Disabling clean URLs

It's possible that a Drupal site that was once configured to run with clean URLs later on stops doing so. After that, almost all content is inaccessible, because the paths being generated are not supported by the hosting platform.

This occasionally happens

Share a single database across multiple sites

Drupal 6 and later supports sharing a database with other web applications with the table prefix, also known as $db_prefix from settings.php.

The table prefix is defined in your Drupal site's settings.php file, and when it is present Drupal will place the prefix before each table name in the database. So if the table prefix were 'mysite_' then Drupal would look for tables named 'mysite_access', 'mysite_actions', and so on (instead of the default tables names 'access', 'actions', etc.) This allows more than one Drupal site, or even Drupal and other products, to share the same database, because the table names will not collide with one another. You can have another Drupal instance with table prefix 'mysite2_' sharing the database with 'mysite_' and indeed many other instances as long as each one has a unique table prefix.

If your hosting company only provides you with one database, then sharing it between multiple Drupal sites with table prefixes can be a cost effective alternative to paying for extra databases!

Multiple domains or vhosts using different databases

Apache supports both IP- and name-based virtual hosts (vhosts). While running more than one engine (by using vhosts) can be very useful for development and testing purpose, it is most useful for hosting companies. Therefore, we support vhosts in the best possible way in order to make the life of all administrators easier. We do so by making it possible to run an unlimited number of vhosts on the same physical source tree, through using different configuration files. Moreover, you can setup multiple configuration files in your includes-directory.

$ ls -l sites/*/*.php
-rw-rw-r--    1 drupal   drupal      sites/www.example1.com/settings.php
-rw-rw-r--    1 drupal   drupal      sites/www.example2.com/settings.php

The only thing left to do is to set up the corresponding vhosts in your Apache configuration file. Note that the DocumentRoot points to the same source tree twice:

NameVirtualHost 127.0.0.1

DocumentRoot /home/www/drupal
ServerName www.example1.com

DocumentRoot /home/www/drupal
ServerName www.example2.com

Remember that, as of Drupal 4.6, you can have site specific modules and themes as well. Just create a directory under the sites/www.example1.com called 'modules' and place the site specific modules in it. The same applies to themes as well.

BlogAPI: post from blog tools

The Blog API module, included in Drupal 5 & 6 and available via the separate BlogAPI contrib module for Drupal 7, enables a post to be published to a site via external GUI applications. Many users prefer to use external tools to improve legibility and posting responses in a customized way. The Blog API module provides users the freedom to use the blogging tools they want but still have the blogging server of choice.

When this module is enabled and configured, you can use a variety of programs to create and publish posts from your desktop. Blog API module supports several XML-RPC based blogging APIs such as the Blogger API (outdated) (new Blogger Data API, MetaWeblog API, and most of the Movable Type API.

For more information on using software with the Blog API, see the Creating new content section of the End user Guide.

Watchdog: Drupal core module [D4, & D5] - System monitoring and logging for administrators [predecessor to D7+ core module Database Logging (dblog)]

[Deprecated] Delete this page

Note that starting with Drupal 6.x, Watchdog has been replaced by the dblog and syslog modules. Dblog is similar to watchdog; Syslog allows Drupal's logging to be integrated with the server's syslog facility.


#### What to work on:
If a line below contains "that", add it to your tally, then answer with the tally alone.

#### Dataset rows for apps and sites:
++++
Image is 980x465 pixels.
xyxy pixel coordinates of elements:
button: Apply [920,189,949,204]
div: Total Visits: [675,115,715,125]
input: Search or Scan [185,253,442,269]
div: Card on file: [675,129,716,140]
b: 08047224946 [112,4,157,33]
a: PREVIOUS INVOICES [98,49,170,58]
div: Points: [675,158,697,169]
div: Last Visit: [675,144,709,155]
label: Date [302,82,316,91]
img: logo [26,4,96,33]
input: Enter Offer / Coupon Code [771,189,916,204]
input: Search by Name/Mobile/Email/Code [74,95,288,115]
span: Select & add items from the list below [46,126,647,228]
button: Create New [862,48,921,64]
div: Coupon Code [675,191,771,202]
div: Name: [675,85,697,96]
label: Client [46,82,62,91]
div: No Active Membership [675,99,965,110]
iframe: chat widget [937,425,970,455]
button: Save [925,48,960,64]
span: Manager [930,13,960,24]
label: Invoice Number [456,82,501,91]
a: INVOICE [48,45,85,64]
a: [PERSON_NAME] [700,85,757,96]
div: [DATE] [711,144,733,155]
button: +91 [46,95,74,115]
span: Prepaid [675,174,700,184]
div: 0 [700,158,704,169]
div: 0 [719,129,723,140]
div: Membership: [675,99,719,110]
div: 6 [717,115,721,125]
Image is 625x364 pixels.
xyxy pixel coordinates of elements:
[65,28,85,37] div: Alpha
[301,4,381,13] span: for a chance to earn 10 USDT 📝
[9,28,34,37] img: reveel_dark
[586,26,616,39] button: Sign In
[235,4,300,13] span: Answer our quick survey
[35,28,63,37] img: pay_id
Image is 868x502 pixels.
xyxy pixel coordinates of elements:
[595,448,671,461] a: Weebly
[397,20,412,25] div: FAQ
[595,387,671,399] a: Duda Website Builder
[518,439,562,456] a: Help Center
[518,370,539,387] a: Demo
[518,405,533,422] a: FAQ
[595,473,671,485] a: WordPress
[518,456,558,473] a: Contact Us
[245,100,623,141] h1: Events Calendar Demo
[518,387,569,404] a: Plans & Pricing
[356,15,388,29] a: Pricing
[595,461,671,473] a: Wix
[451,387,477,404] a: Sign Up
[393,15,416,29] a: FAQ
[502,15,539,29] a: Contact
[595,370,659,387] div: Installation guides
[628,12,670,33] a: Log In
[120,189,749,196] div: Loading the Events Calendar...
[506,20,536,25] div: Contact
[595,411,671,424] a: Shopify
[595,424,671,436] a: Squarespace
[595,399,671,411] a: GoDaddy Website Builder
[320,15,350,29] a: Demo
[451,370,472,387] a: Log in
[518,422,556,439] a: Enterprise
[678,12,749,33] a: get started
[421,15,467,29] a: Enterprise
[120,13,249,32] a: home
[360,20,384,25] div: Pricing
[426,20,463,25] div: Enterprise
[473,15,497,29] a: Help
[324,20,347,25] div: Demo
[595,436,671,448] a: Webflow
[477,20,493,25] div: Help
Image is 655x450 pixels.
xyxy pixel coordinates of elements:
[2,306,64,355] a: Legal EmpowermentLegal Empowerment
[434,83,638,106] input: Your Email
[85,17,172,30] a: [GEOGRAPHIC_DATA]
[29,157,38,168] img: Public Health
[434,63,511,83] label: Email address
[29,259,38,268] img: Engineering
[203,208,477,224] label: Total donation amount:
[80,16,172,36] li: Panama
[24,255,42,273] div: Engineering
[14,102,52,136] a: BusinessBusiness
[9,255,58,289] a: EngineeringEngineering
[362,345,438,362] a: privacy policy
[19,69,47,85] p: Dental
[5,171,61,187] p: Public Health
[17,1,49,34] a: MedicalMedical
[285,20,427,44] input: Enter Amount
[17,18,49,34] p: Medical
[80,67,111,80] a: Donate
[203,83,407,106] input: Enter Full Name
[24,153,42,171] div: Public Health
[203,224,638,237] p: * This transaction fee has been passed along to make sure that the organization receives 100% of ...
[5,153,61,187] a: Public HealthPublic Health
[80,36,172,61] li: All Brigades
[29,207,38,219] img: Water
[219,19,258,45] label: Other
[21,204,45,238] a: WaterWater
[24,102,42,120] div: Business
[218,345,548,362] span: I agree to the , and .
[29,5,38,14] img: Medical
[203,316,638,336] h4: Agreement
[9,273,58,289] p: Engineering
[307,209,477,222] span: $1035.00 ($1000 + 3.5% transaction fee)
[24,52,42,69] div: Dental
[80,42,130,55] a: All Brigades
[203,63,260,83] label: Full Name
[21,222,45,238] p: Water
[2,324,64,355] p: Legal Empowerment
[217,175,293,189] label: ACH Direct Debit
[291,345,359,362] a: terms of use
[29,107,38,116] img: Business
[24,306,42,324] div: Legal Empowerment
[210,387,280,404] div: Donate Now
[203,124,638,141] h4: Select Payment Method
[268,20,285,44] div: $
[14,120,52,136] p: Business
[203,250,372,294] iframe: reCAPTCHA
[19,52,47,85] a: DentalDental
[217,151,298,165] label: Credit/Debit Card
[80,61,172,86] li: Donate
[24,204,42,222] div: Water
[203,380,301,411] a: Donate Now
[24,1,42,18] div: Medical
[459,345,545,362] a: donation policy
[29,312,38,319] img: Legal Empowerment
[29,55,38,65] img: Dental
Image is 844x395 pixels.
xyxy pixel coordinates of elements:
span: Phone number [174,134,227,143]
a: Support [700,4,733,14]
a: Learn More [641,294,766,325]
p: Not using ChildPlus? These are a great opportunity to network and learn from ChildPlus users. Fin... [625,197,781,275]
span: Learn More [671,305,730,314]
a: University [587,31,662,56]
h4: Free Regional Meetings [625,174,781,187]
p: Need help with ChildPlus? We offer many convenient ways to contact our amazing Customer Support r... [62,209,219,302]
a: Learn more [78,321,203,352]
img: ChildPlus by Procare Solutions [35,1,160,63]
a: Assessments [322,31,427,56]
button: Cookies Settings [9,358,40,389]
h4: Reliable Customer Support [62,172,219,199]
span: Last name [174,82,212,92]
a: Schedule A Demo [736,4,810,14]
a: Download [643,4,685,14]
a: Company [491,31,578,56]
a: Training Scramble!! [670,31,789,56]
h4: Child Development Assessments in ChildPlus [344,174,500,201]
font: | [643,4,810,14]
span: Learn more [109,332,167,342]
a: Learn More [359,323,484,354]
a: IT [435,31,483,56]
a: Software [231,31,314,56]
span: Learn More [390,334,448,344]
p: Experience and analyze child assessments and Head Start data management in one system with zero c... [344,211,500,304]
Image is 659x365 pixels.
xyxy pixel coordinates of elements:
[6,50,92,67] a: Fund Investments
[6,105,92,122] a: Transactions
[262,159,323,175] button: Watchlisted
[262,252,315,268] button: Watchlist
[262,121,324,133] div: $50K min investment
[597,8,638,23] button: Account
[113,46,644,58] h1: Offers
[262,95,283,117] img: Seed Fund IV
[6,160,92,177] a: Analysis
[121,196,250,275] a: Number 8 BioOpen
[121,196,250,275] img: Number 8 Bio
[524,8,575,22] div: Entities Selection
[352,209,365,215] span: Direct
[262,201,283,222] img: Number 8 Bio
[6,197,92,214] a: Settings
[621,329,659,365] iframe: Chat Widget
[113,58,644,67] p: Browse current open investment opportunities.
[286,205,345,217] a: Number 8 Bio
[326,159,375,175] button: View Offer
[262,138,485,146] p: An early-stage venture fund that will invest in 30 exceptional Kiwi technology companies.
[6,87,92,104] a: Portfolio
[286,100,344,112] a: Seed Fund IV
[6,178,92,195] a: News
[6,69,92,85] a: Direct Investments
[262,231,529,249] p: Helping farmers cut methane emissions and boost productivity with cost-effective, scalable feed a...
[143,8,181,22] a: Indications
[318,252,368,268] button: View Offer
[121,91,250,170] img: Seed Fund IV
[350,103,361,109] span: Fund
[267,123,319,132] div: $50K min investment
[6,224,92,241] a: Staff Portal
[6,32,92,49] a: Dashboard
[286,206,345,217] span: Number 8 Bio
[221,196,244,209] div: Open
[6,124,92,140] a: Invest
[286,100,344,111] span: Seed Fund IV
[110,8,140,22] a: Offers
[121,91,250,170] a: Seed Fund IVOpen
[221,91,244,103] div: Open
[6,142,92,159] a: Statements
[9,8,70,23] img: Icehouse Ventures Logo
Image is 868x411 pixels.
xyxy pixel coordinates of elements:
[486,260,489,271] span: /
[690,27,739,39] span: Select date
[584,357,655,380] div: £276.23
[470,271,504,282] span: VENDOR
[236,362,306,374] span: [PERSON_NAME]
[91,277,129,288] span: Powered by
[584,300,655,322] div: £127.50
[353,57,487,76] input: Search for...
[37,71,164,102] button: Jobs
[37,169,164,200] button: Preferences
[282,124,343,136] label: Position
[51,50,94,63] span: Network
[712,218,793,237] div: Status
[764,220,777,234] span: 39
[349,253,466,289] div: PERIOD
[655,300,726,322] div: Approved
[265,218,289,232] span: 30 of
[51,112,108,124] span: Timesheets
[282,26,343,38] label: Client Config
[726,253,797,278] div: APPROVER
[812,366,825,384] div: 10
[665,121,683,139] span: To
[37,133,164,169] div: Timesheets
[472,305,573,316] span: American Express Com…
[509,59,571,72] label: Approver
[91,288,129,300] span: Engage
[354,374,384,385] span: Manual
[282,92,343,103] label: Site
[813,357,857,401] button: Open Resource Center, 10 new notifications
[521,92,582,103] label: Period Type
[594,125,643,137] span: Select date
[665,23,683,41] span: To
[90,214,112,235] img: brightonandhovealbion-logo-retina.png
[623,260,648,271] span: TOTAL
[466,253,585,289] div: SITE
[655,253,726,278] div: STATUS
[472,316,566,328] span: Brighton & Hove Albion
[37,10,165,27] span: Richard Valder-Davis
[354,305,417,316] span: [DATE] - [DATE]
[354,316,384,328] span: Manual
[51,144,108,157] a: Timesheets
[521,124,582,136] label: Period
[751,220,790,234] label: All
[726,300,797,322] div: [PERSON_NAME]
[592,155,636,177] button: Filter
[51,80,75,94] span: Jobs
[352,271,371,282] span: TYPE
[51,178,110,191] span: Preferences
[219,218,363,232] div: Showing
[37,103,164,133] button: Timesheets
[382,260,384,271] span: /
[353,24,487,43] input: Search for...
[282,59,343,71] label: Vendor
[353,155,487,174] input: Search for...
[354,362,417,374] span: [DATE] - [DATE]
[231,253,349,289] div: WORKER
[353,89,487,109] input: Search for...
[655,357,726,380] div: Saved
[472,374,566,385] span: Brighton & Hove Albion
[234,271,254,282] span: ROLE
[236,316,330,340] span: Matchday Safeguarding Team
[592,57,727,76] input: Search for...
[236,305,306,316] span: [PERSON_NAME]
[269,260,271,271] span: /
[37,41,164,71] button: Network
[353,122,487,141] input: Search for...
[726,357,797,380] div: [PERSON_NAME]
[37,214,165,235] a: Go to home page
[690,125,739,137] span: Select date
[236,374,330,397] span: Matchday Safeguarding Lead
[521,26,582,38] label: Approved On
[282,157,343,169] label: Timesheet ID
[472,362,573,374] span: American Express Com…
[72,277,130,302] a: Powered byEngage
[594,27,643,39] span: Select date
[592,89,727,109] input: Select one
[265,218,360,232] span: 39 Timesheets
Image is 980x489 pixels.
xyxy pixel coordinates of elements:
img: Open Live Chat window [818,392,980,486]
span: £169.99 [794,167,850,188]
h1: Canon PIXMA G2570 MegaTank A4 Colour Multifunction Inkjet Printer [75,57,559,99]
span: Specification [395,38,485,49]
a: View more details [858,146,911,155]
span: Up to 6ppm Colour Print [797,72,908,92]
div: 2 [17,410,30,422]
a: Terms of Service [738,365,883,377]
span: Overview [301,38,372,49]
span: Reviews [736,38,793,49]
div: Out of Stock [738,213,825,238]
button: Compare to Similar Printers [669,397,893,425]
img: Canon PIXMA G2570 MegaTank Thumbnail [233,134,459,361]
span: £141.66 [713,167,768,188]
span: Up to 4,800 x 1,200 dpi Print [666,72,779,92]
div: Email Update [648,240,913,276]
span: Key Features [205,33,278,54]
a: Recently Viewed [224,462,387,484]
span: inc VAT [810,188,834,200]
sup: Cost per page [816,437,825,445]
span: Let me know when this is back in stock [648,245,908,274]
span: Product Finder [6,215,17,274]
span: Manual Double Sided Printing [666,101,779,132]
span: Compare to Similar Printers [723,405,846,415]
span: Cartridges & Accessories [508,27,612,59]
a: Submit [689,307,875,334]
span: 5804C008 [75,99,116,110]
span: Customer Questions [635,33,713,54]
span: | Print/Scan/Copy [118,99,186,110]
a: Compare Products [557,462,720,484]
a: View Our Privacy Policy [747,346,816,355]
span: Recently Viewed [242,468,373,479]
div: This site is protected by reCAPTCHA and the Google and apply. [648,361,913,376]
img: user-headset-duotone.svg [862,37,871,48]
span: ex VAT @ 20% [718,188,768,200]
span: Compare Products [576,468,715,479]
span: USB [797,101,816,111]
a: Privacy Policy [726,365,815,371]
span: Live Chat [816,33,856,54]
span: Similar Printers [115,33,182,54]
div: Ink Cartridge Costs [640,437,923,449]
++++
#### Task solution:
2